Inadequate Teacher Training
This story about the inadequacies of teacher training prompted me to dust off my soapbox and get right back up on it.
I have long maintained that teachers do not receive adequate mathematical training. I teach at a university that is well-known as the main source of teachers in our state, and I have to say I'm appalled at how little math these teachers are required to know before they enter service. Elementary-school teachers take nothing above the level of college algebra. They do spend a year in a course that goes over various concepts in elementary mathematics, which is a good course and an asset to them. But they never get high enough to really understand what's going on in mathematics. One would hope that a well-educated teacher would at least have experienced calculus and understood what the purpose of all that algebra was and why it is so important to master it, before going on to teach a state core curriculum that emphasizes algebraic concepts at the earliest of ages. One could further hope that at some point in their training, future teachers would encounter the concepts of logic and proof. But alas, one would hope in vain.

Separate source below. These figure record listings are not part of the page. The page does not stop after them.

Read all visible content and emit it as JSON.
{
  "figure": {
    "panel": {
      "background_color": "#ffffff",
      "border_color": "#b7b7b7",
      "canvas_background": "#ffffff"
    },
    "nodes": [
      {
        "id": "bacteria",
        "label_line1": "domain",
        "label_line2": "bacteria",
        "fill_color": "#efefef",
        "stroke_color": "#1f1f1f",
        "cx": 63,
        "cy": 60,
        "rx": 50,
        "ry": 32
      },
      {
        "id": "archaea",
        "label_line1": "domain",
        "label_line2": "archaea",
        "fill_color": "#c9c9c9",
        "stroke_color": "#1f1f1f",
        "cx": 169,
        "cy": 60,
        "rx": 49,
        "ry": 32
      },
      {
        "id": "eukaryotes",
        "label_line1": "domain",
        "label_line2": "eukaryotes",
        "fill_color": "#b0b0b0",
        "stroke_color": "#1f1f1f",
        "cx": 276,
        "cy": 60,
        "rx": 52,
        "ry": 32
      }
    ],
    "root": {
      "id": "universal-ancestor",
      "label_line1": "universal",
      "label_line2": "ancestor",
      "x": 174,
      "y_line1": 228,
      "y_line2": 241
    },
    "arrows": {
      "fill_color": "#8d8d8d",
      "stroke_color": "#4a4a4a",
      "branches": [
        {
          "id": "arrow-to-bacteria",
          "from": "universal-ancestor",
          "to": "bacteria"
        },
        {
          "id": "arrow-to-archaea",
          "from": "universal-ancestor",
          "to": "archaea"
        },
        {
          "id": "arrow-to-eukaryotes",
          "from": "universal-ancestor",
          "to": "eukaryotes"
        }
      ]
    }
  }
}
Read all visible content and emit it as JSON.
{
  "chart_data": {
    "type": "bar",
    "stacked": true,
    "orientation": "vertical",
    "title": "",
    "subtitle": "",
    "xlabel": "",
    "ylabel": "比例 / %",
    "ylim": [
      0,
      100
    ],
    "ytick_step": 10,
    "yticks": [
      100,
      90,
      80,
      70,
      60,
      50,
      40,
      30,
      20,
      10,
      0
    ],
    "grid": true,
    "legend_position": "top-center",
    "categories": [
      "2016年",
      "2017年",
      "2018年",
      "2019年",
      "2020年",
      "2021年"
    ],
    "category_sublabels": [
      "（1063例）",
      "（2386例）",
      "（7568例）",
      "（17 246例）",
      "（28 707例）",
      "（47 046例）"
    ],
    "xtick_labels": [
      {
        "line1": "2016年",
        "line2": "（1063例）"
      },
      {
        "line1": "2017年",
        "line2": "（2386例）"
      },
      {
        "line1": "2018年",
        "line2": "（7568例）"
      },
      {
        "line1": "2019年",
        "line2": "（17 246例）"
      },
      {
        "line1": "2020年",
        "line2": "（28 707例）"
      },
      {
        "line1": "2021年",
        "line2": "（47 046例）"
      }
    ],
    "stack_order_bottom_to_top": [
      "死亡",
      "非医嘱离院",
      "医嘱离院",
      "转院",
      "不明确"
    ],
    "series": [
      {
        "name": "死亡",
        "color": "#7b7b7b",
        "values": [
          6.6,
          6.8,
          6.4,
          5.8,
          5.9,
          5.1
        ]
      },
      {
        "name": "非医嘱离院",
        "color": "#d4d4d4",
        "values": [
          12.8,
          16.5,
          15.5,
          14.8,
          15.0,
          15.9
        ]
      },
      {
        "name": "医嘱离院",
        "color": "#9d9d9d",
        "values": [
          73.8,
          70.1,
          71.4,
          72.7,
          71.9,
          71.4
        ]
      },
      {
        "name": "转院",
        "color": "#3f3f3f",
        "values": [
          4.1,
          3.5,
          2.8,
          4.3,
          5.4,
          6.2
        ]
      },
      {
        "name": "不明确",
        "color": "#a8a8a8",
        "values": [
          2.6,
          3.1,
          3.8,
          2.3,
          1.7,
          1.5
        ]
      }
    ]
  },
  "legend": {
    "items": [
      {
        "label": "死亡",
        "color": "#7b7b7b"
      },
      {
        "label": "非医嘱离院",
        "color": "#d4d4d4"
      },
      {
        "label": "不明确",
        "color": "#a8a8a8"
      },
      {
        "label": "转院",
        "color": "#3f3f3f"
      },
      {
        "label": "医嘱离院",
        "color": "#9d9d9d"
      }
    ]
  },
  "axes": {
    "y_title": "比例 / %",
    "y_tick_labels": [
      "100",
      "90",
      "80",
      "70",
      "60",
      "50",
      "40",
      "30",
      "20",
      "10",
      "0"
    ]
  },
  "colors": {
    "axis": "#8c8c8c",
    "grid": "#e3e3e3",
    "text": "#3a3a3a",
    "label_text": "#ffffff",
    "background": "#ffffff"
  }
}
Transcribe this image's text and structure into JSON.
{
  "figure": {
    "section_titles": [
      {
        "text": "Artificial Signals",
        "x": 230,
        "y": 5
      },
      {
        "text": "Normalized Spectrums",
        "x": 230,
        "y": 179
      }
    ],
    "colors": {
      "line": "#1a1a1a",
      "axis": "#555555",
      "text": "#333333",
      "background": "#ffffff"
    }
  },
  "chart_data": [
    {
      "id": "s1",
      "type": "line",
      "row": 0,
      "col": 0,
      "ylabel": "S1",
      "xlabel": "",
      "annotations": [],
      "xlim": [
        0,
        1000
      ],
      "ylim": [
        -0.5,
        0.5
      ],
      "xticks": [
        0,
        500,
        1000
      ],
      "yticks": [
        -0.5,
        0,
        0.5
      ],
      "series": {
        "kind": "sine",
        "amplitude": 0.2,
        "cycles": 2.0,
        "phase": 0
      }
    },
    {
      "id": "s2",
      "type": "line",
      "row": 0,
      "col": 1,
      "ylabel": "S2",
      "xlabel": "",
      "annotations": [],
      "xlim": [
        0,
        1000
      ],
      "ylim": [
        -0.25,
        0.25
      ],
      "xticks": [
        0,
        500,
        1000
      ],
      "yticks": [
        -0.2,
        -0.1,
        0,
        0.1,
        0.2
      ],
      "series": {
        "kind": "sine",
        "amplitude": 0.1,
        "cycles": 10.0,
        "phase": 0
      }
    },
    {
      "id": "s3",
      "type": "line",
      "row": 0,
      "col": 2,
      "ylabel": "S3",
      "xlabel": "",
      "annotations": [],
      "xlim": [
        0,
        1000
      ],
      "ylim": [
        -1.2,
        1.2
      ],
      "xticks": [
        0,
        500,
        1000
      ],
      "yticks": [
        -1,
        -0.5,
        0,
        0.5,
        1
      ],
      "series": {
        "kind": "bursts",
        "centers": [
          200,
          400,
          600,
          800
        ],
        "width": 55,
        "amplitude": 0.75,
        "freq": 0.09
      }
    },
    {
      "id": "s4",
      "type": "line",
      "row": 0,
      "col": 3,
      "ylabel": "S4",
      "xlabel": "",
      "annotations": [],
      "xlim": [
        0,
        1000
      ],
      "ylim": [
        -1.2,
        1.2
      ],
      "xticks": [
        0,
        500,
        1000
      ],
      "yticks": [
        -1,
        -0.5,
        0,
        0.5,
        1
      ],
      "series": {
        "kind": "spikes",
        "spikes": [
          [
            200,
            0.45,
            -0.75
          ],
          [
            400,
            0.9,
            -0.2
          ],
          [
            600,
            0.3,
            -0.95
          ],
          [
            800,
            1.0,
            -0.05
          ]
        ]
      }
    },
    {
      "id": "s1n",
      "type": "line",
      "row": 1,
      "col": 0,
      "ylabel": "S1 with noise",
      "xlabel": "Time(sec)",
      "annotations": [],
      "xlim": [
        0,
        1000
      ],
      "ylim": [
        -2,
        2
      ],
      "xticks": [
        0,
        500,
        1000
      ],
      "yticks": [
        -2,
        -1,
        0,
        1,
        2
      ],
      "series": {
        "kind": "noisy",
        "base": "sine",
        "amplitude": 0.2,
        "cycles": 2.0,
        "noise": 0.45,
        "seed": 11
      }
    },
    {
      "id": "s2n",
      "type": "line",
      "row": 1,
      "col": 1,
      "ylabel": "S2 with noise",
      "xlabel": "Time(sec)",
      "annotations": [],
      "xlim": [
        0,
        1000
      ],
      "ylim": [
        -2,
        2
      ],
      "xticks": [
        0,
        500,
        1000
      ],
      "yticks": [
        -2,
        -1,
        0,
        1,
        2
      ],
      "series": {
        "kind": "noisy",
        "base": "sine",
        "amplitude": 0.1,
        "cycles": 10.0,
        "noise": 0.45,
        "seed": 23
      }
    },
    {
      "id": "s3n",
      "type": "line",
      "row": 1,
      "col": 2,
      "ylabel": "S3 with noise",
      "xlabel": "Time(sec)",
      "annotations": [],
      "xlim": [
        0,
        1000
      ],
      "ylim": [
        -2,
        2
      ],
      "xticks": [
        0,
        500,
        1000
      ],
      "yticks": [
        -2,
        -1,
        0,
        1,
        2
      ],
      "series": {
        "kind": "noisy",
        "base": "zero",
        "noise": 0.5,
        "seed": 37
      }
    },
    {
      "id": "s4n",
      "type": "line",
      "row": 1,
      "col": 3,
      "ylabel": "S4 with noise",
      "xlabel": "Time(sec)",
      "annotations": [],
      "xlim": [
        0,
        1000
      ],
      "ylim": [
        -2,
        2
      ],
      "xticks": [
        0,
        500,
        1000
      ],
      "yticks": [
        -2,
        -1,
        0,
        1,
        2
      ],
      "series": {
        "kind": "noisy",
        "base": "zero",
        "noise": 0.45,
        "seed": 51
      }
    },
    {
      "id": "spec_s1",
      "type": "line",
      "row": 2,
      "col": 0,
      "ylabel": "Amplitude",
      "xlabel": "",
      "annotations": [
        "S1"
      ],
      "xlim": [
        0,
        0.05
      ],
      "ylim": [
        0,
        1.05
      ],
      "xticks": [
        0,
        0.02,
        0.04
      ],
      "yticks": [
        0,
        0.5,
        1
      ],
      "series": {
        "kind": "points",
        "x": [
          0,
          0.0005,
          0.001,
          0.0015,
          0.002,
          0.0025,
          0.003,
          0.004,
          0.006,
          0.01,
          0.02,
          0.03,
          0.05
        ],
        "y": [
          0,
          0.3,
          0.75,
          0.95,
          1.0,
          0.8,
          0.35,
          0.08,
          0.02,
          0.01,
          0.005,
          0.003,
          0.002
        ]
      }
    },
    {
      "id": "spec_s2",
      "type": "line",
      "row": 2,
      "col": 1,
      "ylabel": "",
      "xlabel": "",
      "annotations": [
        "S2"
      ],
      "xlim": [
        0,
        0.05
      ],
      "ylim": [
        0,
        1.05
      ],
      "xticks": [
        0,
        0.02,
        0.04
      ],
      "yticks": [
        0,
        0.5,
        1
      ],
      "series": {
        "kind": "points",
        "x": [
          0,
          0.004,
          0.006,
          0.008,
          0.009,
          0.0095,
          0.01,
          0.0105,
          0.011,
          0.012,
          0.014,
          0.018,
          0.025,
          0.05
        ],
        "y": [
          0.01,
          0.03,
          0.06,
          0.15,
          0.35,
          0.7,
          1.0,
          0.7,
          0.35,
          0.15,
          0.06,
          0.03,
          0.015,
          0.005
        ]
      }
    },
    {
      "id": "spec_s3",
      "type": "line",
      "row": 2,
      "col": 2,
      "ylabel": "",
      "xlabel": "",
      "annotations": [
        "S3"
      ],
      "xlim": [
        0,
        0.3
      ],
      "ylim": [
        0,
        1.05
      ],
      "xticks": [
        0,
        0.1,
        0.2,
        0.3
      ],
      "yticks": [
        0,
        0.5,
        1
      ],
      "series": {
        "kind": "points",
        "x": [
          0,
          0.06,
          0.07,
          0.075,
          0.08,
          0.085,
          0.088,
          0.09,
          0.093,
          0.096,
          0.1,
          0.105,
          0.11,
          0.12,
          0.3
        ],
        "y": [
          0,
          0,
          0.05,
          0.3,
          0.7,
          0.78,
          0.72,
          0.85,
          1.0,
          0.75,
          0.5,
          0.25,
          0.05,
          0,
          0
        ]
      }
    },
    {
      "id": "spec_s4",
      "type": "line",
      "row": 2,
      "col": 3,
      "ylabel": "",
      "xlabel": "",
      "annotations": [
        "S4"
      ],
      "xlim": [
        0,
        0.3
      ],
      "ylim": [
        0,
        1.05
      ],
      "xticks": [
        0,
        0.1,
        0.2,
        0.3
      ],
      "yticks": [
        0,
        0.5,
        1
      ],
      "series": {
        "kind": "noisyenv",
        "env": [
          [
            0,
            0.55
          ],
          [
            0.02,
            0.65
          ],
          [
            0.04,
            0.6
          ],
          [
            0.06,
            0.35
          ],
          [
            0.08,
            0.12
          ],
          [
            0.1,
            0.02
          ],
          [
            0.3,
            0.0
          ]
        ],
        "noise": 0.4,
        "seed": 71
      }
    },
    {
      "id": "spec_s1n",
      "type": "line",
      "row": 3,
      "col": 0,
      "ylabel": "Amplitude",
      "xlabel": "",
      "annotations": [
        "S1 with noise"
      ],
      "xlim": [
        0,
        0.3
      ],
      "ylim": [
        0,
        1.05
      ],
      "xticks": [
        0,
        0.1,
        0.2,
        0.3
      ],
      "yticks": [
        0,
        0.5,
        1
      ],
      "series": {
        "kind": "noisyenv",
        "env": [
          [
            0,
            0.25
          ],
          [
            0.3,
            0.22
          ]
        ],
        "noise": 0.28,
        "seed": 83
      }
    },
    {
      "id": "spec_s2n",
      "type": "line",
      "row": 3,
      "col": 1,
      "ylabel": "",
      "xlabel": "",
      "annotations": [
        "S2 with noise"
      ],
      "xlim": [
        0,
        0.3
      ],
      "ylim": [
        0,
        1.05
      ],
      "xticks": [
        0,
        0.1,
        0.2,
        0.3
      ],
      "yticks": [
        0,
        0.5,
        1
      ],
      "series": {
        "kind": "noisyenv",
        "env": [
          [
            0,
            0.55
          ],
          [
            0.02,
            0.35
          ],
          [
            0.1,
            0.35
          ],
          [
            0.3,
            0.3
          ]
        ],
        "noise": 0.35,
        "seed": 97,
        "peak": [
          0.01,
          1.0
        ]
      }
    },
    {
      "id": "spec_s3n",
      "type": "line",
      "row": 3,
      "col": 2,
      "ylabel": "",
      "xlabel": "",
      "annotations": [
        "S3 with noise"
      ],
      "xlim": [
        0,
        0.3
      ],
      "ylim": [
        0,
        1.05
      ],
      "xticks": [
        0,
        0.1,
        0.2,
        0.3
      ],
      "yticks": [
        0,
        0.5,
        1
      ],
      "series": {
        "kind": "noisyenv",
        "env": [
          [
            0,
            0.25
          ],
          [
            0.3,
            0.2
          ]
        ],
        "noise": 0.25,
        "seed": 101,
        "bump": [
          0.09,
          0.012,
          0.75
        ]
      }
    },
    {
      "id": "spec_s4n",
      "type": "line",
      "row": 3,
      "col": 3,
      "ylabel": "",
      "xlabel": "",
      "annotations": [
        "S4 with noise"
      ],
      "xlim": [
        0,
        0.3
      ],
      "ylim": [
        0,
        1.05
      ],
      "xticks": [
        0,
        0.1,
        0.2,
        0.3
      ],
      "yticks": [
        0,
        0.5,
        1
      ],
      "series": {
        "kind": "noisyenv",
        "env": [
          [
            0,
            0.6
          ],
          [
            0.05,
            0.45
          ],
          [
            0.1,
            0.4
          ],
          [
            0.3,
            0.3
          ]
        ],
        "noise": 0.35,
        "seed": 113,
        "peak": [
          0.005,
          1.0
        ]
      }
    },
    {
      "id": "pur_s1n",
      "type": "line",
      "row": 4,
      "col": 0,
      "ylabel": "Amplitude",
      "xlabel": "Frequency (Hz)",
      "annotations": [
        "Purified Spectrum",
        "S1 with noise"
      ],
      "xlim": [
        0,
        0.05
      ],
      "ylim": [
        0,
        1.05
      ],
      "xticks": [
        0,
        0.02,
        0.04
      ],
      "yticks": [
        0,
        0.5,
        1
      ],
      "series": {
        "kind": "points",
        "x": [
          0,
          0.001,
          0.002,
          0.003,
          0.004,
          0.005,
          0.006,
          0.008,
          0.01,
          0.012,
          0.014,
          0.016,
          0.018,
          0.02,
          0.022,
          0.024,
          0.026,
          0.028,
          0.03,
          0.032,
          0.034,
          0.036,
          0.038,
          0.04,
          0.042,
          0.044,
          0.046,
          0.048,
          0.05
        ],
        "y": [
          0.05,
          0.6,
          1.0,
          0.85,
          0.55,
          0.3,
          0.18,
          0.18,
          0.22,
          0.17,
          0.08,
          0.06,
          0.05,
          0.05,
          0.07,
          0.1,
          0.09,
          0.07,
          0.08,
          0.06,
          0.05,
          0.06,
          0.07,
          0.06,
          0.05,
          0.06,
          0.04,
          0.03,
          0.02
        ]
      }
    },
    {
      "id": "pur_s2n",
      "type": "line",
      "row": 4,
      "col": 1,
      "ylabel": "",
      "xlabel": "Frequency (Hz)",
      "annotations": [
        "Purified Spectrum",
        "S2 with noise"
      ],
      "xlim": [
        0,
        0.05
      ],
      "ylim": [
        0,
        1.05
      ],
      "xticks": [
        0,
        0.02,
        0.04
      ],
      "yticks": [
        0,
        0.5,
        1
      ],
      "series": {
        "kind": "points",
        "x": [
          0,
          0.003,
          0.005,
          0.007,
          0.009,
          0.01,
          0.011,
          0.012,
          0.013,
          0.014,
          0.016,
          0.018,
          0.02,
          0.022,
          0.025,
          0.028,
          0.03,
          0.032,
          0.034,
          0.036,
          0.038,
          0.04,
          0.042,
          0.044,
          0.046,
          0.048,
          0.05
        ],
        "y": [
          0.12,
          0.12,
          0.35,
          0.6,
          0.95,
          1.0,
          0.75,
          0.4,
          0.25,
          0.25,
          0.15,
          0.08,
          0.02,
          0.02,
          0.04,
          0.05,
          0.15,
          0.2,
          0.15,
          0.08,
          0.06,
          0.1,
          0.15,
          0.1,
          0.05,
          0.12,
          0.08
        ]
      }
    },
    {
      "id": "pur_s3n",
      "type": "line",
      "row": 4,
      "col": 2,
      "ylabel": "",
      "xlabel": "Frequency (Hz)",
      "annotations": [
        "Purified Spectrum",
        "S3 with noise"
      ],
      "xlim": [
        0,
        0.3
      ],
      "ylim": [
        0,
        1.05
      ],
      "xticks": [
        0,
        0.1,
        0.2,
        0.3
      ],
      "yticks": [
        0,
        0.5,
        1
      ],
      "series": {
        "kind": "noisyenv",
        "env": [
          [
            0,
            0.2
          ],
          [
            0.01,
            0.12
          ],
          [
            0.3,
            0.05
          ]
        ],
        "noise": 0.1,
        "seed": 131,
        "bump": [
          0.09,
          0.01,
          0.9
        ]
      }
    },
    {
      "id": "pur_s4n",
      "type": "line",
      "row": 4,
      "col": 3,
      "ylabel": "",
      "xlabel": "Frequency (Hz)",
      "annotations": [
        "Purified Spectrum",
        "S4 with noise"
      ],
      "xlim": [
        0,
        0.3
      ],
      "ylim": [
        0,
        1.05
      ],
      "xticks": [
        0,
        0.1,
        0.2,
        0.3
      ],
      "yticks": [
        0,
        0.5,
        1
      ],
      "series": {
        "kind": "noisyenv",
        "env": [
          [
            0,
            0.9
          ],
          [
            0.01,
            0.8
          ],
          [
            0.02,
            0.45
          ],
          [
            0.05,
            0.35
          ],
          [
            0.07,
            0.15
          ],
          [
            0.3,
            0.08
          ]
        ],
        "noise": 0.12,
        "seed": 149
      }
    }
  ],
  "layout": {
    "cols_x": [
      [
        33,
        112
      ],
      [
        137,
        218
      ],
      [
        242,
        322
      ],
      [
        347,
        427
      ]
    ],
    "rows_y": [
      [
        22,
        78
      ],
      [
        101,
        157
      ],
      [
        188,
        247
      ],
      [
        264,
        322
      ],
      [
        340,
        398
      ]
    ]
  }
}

While the standard in the college algebra course remains relatively high, the elementary-school math course suffers from grade inflation and extremely low standards. A friend of mine who taught that course, in a state of utter frustration, once showed me her class' quizzes. The students were routinely getting 0 or 1 out of 10 possible points; they had written no mathematics whatsoever. And these same students, she told me, were coming into her office outraged that they were not passing the course. Their opinion, evidently, was that if they came to class and warmed a chair, they were entitled to at least a C, more likely a B (simply because they needed the B for their GPA's in their competitive program).
Part of the problem with elementary- and secondary-level students starts at the college level, where their teachers are trained. It is entirely possible, even somewhat probable, to get a teaching credential and wind up teaching a geometry class having never encountered the concept of rigorous mathematical proof. I've met future math teachers (not elementary teachers or other-subject secondary teachers, but math teachers) who had made it up to calculus and never really been able to master algebra. It scares me to think that these people, good people as they are, are being given the responsibility for training our future mathematicians and engineers when they don't even know the subject themselves. They are being given an impossible task, and when they muddle through it as best they can, someone else lowers the standard to make it look like they're succeeding.